Thursday was fast drawing to a close. On Saturday, Aslan Khalid, ever the good shepherd, would gather his flock. I closed my eyes for a minute as Hansen drove across Empire Boulevard, imagining the women I saw at Blessed Virgin, their fresh, hopeful faces, the summer dresses they wore. I imagined them led along a narrow ramp into an airliner. Right this way, ladies. Watch your step.
‘Alright,’ I finally said, ‘let’s hear it.’
‘Hear what, Harry?’
‘Those little tasks I gave you, the ones you mentioned before. Let’s hear the results.’

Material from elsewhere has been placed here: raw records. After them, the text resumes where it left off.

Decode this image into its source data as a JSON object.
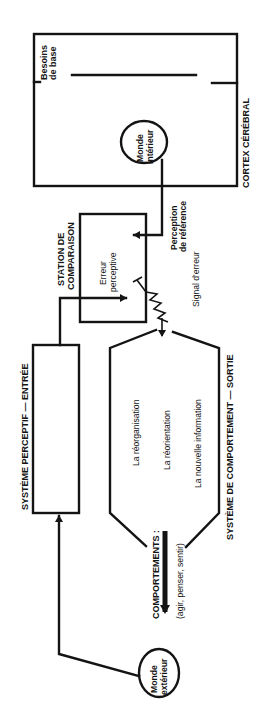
{
  "diagram": {
    "orientation": "rotated 90 degrees counter-clockwise (text reads bottom-to-top)",
    "nodes": {
      "cortex": {
        "label": "CORTEX CÉRÉBRAL",
        "sublabel": "Besoins de base"
      },
      "inner_world": {
        "line1": "Monde",
        "line2": "intérieur"
      },
      "reference": {
        "line1": "Perception",
        "line2": "de référence"
      },
      "comparison_station": {
        "line1": "STATION DE",
        "line2": "COMPARAISON",
        "inner1": "Erreur",
        "inner2": "perceptive"
      },
      "error_signal": {
        "label": "Signal d'erreur"
      },
      "perceptual_system": {
        "label": "SYSTÈME PERCEPTIF — ENTRÉE"
      },
      "behavior_system": {
        "label": "SYSTÈME DE COMPORTEMENT — SORTIE",
        "items": [
          "La réorganisation",
          "La réorientation",
          "La nouvelle information"
        ]
      },
      "behaviors": {
        "line1": "COMPORTEMENTS :",
        "line2": "(agir, penser, sentir)"
      },
      "outer_world": {
        "line1": "Monde",
        "line2": "extérieur"
      }
    },
    "colors": {
      "ink": "#141414",
      "background": "#ffffff"
    }
  }
}
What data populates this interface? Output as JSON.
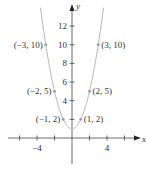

Hansen slowed for the light, then threw the transmission into neutral before producing a small notebook. ‘Okey-dokey,’ he said. ‘First, the lab compared the tire-impression photos you took at the crime scene with tire impressions found in an oil spill at Domestic Solutions. They got a match.’
I shook my head. ‘The van can only be tied to Konstantine Barsakov. Let’s not waste time on it.’
Linde dropped his eyes to the open notebook without protesting. ‘The blood found beneath the bathroom tiles at Domestic Solution is the same type as your Jane Doe’s. A DNA analysis is ongoing. We’ll have results within a week.’ He looked up at me, but I waved him on. ‘The Barsakov autopsy was done early this morning by a pathologist named Moore. She estimates time of death between nine and ten thirty on Monday night.’
‘And the manner of death?’
‘Well, Moore’s calling it a homicide. That’s the good news. The bad news is that Barsakov’s prints were found on the gun and a test of his right hand for gunshot residue was positive.’
‘How about the finger that was blown off? Did they find gunshot residue on the finger?’
‘Don’t know, Harry.’
I waved him on.
‘I managed to contact Barsakov’s lawyer, Martin Cardiff, and, believe me, it wasn’t easy. Cardiff says that he and Konstantine split up when they left the precinct on Monday night.’